It appears that I’ve lost the oldest thing I owned.
Back when I lived here in London the first time, I was sent by CKSL to attend some sort of festival in Victoria Park. I don’t remember what it was but I do remember there were lots of vendors of cheap jewellery and flowing sundresses – just the kind of fun stuff that brings people out on a hot summer day.
I was alone and wanting to keep busy so as not to look, well, so alone. (As it turned out, a semi-stalker was taking photos of me that day which I would later receive in my mail bunk. But I didn’t know he was “with” me at the time.) I approached a man with a funny looking machine that had all sorts of gears and a big handle on the side. For one dollar he would crush a penny (mine) into a copper relief of the Lord’s Prayer. Well, how could I refuse? That looked like fun for $1.01.
He did as he promised, pounding down enough pressure on the coin to squash it and imprint the Lord’s Prayer on it in tiny script. Now, I’ve never been particularly religious but I think of the Lord’s Prayer as everybody’s poem. And to see it in tiny lettering in the copper of what used to be a penny, well, that was a neat trick.
I had had a fire in my townhouse back then and lost virtually everything I owned. The only thing I had from that era of my life, except for a few photos, was that penny. No matter how many times I’ve changed wallets or purses, that penny always went into the new one and was carried with me. It wasn’t so much a good luck charm as a memento that I never lost. Until now. I’ve been through every purse and wallet and couch cushion and I can’t find that cent. No cashier would have accepted it as currency so I simply must have dropped it somewhere.
It’s a bummer, really. I had that crushed coin for more than 20 years and now, suddenly, it’s gone. It’s only a penny. And since my fire I learned the hard way that it wasn’t wise to get too sentimental about “stuff”. But I was sort of attached to having that little token with me. I enjoyed seeing it in my coin purse, always there but never chosen. I guess it’s time to consider toting around the thing I’ve owned for the second-longest amount of time. Do you think I can get a 1936 floor model GE radio into my purse?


◆ WHAT YOU NEED TO DO
How many lines in the data below include the word "SENTAR"? Respond with the number, nothing more.

[Data about app and page elements]
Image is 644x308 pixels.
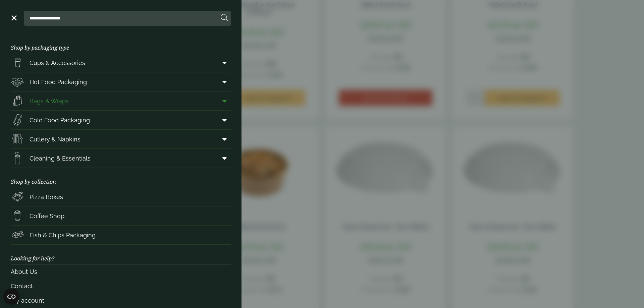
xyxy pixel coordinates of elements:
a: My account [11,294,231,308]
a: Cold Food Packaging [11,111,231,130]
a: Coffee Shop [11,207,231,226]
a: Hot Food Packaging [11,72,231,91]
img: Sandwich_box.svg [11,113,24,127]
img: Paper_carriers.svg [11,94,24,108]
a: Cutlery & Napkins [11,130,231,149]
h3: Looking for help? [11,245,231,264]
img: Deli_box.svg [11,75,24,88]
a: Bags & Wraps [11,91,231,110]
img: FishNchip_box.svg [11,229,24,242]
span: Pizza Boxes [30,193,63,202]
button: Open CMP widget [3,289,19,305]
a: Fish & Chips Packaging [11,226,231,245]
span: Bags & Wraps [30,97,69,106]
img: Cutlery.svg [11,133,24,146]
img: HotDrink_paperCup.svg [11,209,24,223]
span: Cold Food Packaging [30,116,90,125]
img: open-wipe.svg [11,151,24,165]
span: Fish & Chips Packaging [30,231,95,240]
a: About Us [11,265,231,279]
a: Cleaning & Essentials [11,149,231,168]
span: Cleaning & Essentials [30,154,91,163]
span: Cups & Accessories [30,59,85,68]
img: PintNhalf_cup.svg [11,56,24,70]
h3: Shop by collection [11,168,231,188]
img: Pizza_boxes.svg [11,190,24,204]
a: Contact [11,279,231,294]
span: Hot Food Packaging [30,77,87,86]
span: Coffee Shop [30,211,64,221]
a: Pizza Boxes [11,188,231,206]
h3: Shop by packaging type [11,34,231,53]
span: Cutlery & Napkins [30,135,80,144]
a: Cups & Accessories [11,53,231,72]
==
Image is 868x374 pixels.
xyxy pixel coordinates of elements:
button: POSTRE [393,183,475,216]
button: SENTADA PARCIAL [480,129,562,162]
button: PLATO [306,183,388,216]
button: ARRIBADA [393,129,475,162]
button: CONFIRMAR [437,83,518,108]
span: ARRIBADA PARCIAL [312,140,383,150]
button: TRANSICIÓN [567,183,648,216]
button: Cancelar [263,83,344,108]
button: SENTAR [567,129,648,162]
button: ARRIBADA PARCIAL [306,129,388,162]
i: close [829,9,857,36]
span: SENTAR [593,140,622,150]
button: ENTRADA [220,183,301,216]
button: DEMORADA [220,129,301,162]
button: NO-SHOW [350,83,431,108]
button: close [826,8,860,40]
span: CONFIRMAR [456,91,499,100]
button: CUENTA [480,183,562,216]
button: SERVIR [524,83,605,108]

◆ EXERCISE RESPONSE
2